Wednesday 7 September 2011

Assignment 6 - Modern Vision

Walter Benjamin believed that something authentic was a singular object that had not been reproduced. If it was the only object that existed then it was valued a lot more. Once replications of it were made it was no longer as special or it was not valued as much. Donatello's statue of David is an example of Benjamin's idea of 'authentic'. The statue was made in the 1440s out of bronze. It is the only one of its kind and it has a history to it. It is recorded as the centerpiece of the first courtyard in the Palazzo Medici during the wedding festivities of Lorenzo de' Medici and Clarice Orsini in 1469. But now there are two more versions of the statue; one is a full-size plaster cast (with a broken sword) in the Victoria and Albert Museum, London and the other is a full-size white marble copy in the Temperate House at the Royal Botanic Gardens. Benjamin thought that singular existing objects were special and had a certain aura about them.

I agree with Benjamin and the idea that authentication is lost once it has been reproduced. Once  something is no longer 'authentic' it has lost its aura about it. It is not valued knowing that someone owns something that you own that is close and dare to you. It would no longer harbor that meaning as much as it used to. One of the best examples of authentication is people. Every person is authentic because they are the only one of them in the world. Essentially everyone it different. People would not be very authentic if everyone looked the same.
I believed that in this day and age Benjamins idea of authentication has been lost. Any digital photo taken can be reproduced with a simple click of a button. There seems to be fewer and fewer things were there is only one of its kind. I think this be mainly be due to modern technology and how advanced it is getting. The most authentic thing i have found is my own artwork. I think that if there is a reproduced artwork then its value is little to none. Benjamin quoted ' That which withers in the age of mechanical reproduction is the aura of the work of art'.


EXERCISE GOAL |
Each entry is to be output as written, so that none is missing.

SUPPLIED RECORDS |

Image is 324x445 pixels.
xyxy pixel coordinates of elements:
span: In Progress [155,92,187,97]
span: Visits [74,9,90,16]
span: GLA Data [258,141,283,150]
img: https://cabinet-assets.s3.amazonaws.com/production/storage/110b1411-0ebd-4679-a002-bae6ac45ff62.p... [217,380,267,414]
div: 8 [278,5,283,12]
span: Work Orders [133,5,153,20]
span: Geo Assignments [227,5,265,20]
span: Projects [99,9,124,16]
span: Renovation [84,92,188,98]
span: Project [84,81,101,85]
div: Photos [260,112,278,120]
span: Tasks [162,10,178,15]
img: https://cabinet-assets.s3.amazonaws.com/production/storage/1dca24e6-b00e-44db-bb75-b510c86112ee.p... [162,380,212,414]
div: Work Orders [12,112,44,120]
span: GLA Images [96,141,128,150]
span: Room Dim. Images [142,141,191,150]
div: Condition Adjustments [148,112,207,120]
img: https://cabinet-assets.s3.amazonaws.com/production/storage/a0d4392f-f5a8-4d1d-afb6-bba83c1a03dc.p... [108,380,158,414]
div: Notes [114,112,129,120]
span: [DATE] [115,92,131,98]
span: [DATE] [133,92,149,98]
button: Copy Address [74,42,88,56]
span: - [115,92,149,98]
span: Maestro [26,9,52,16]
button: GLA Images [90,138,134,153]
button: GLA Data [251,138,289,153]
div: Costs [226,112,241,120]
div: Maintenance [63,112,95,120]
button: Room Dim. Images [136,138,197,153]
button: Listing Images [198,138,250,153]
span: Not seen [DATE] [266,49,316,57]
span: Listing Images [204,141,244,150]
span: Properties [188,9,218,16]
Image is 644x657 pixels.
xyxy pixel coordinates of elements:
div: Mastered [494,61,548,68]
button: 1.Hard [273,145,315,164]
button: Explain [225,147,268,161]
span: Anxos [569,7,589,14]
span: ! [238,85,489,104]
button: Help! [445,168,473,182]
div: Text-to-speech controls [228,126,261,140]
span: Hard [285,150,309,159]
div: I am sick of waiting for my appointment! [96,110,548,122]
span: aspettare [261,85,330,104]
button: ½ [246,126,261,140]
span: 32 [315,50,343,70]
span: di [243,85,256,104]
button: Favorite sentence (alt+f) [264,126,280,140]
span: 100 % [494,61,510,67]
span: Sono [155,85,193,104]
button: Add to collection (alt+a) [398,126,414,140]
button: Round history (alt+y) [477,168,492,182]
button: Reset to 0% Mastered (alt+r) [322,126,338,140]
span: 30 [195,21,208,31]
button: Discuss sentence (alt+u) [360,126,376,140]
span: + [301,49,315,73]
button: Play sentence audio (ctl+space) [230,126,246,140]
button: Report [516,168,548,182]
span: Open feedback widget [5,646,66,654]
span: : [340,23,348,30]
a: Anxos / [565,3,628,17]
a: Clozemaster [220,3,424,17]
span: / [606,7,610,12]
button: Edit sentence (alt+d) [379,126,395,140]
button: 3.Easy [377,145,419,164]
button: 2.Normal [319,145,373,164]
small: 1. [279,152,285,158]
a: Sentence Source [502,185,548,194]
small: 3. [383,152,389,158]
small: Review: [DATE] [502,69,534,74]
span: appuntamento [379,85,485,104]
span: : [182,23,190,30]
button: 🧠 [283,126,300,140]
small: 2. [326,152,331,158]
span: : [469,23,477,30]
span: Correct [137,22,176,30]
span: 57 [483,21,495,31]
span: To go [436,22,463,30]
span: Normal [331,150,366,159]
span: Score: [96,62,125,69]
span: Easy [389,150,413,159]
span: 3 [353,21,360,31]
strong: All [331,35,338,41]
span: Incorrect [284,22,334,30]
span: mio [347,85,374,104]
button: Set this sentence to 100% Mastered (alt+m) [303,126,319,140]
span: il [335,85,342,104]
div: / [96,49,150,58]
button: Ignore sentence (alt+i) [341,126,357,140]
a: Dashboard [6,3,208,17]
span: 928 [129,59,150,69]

ANSWER TO THE PROBLEM |
Image is 324x445 pixels.
xyxy pixel coordinates of elements:
span: In Progress [155,92,187,97]
span: Visits [74,9,90,16]
span: GLA Data [258,141,283,150]
img: https://cabinet-assets.s3.amazonaws.com/production/storage/110b1411-0ebd-4679-a002-bae6ac45ff62.p... [217,380,267,414]
div: 8 [278,5,283,12]
span: Work Orders [133,5,153,20]
span: Geo Assignments [227,5,265,20]
span: Projects [99,9,124,16]
span: Renovation [84,92,188,98]
span: Project [84,81,101,85]
div: Photos [260,112,278,120]
span: Tasks [162,10,178,15]
img: https://cabinet-assets.s3.amazonaws.com/production/storage/1dca24e6-b00e-44db-bb75-b510c86112ee.p... [162,380,212,414]
div: Work Orders [12,112,44,120]
span: GLA Images [96,141,128,150]
span: Room Dim. Images [142,141,191,150]
div: Condition Adjustments [148,112,207,120]
img: https://cabinet-assets.s3.amazonaws.com/production/storage/a0d4392f-f5a8-4d1d-afb6-bba83c1a03dc.p... [108,380,158,414]
div: Notes [114,112,129,120]
span: [DATE] [115,92,131,98]
span: [DATE] [133,92,149,98]
button: Copy Address [74,42,88,56]
span: - [115,92,149,98]
span: Maestro [26,9,52,16]
button: GLA Images [90,138,134,153]
button: GLA Data [251,138,289,153]
div: Costs [226,112,241,120]
div: Maintenance [63,112,95,120]
button: Room Dim. Images [136,138,197,153]
button: Listing Images [198,138,250,153]
span: Not seen [DATE] [266,49,316,57]
span: Listing Images [204,141,244,150]
span: Properties [188,9,218,16]
Image is 644x657 pixels.
xyxy pixel coordinates of elements:
div: Mastered [494,61,548,68]
button: 1.Hard [273,145,315,164]
button: Explain [225,147,268,161]
span: Anxos [569,7,589,14]
span: ! [238,85,489,104]
button: Help! [445,168,473,182]
div: Text-to-speech controls [228,126,261,140]
span: Hard [285,150,309,159]
div: I am sick of waiting for my appointment! [96,110,548,122]
span: aspettare [261,85,330,104]
button: ½ [246,126,261,140]
span: 32 [315,50,343,70]
span: di [243,85,256,104]
button: Favorite sentence (alt+f) [264,126,280,140]
span: 100 % [494,61,510,67]
span: Sono [155,85,193,104]
button: Add to collection (alt+a) [398,126,414,140]
button: Round history (alt+y) [477,168,492,182]
button: Reset to 0% Mastered (alt+r) [322,126,338,140]
span: 30 [195,21,208,31]
button: Discuss sentence (alt+u) [360,126,376,140]
span: + [301,49,315,73]
button: Play sentence audio (ctl+space) [230,126,246,140]
button: Report [516,168,548,182]
span: Open feedback widget [5,646,66,654]
span: : [340,23,348,30]
a: Anxos / [565,3,628,17]
a: Clozemaster [220,3,424,17]
span: / [606,7,610,12]
button: Edit sentence (alt+d) [379,126,395,140]
button: 3.Easy [377,145,419,164]
button: 2.Normal [319,145,373,164]
small: 1. [279,152,285,158]
a: Sentence Source [502,185,548,194]
small: 3. [383,152,389,158]
small: Review: [DATE] [502,69,534,74]
span: appuntamento [379,85,485,104]
span: : [182,23,190,30]
button: 🧠 [283,126,300,140]
small: 2. [326,152,331,158]
span: : [469,23,477,30]
span: Correct [137,22,176,30]
span: 57 [483,21,495,31]
span: To go [436,22,463,30]
span: Normal [331,150,366,159]
span: Score: [96,62,125,69]
span: Easy [389,150,413,159]
span: 3 [353,21,360,31]
strong: All [331,35,338,41]
span: Incorrect [284,22,334,30]
span: mio [347,85,374,104]
button: Set this sentence to 100% Mastered (alt+m) [303,126,319,140]
span: il [335,85,342,104]
div: / [96,49,150,58]
button: Ignore sentence (alt+i) [341,126,357,140]
a: Dashboard [6,3,208,17]
span: 928 [129,59,150,69]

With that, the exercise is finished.